Suzy as a naked mole rat, several years ago.

It turned out that the halloween channel hadn't even been publicized yet, and my entry was the very first one.

I had a somewhat stressful afternoon as I realized that one of my tallying algorithms was double counting under some scenarios, and the only saving grace was that it was tucked away in a cron job that had been broken for months. The double counting was only apparent in a totally different database that used the exact same code but contained an entirely different (and much smaller) data set. Once I had that straightened up and got the cron job working, the stress dissipated and I could enjoy my job once more.

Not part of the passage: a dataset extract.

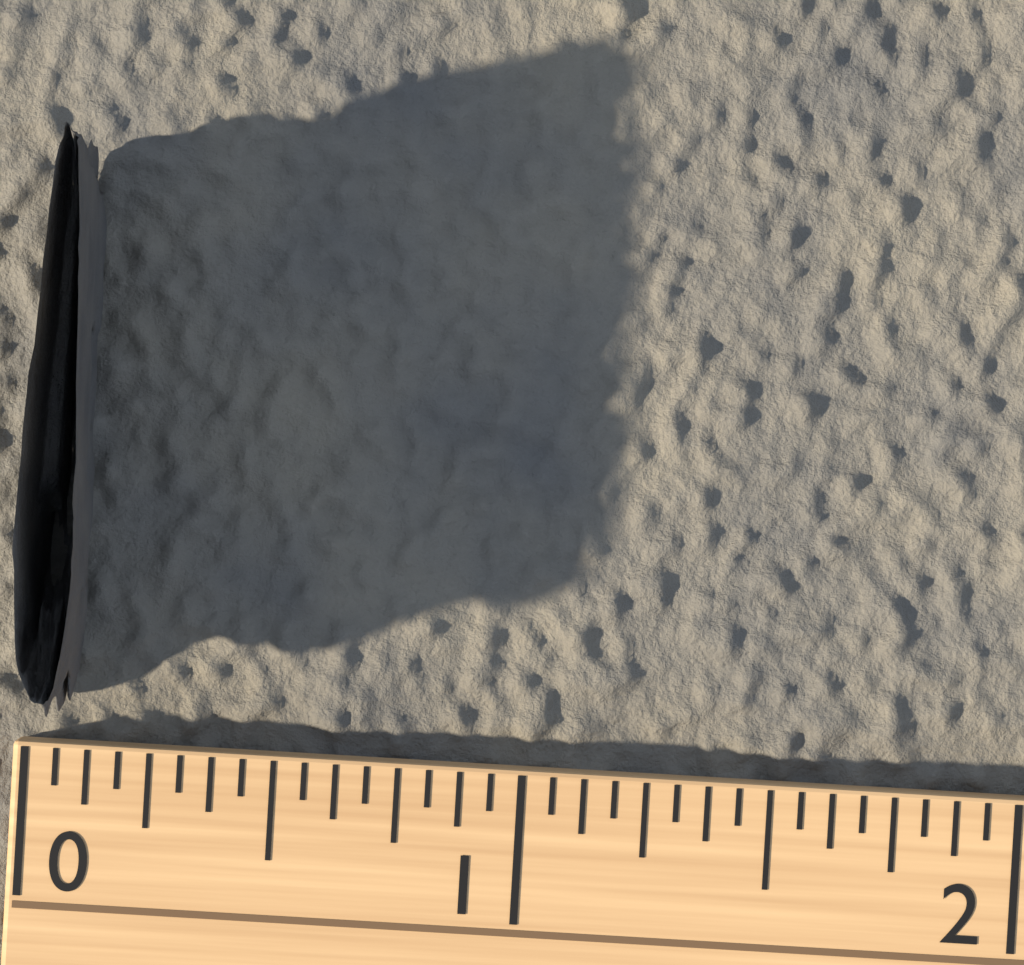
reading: 0.1250 (no unit)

At a little after 4:00pm east coast time, I noticed that Slack was down. And it really was down; the rest of the internet was fine, and it was already a topic of lively discussion on Twitter. Despite the continued working of the internet, the absence of Slack made me feel cut-off from my colleagues. We had a brief email exchange to agree that yep, Slack was down, and I even posted a message to all the employees in The Organization so they wouldn't think the problem was on their respective ends. But without the constant banter, emojis, and occasional animated GIFs, the remote workplace felt very lonely in a way that it normally never does. Slack returned at a little before 9:00pm eastern time, but by then Gretchen and I were watching Stranger Things. For me, Halloween is a legitimate holiday even if I have to work, so I was definitely drinking.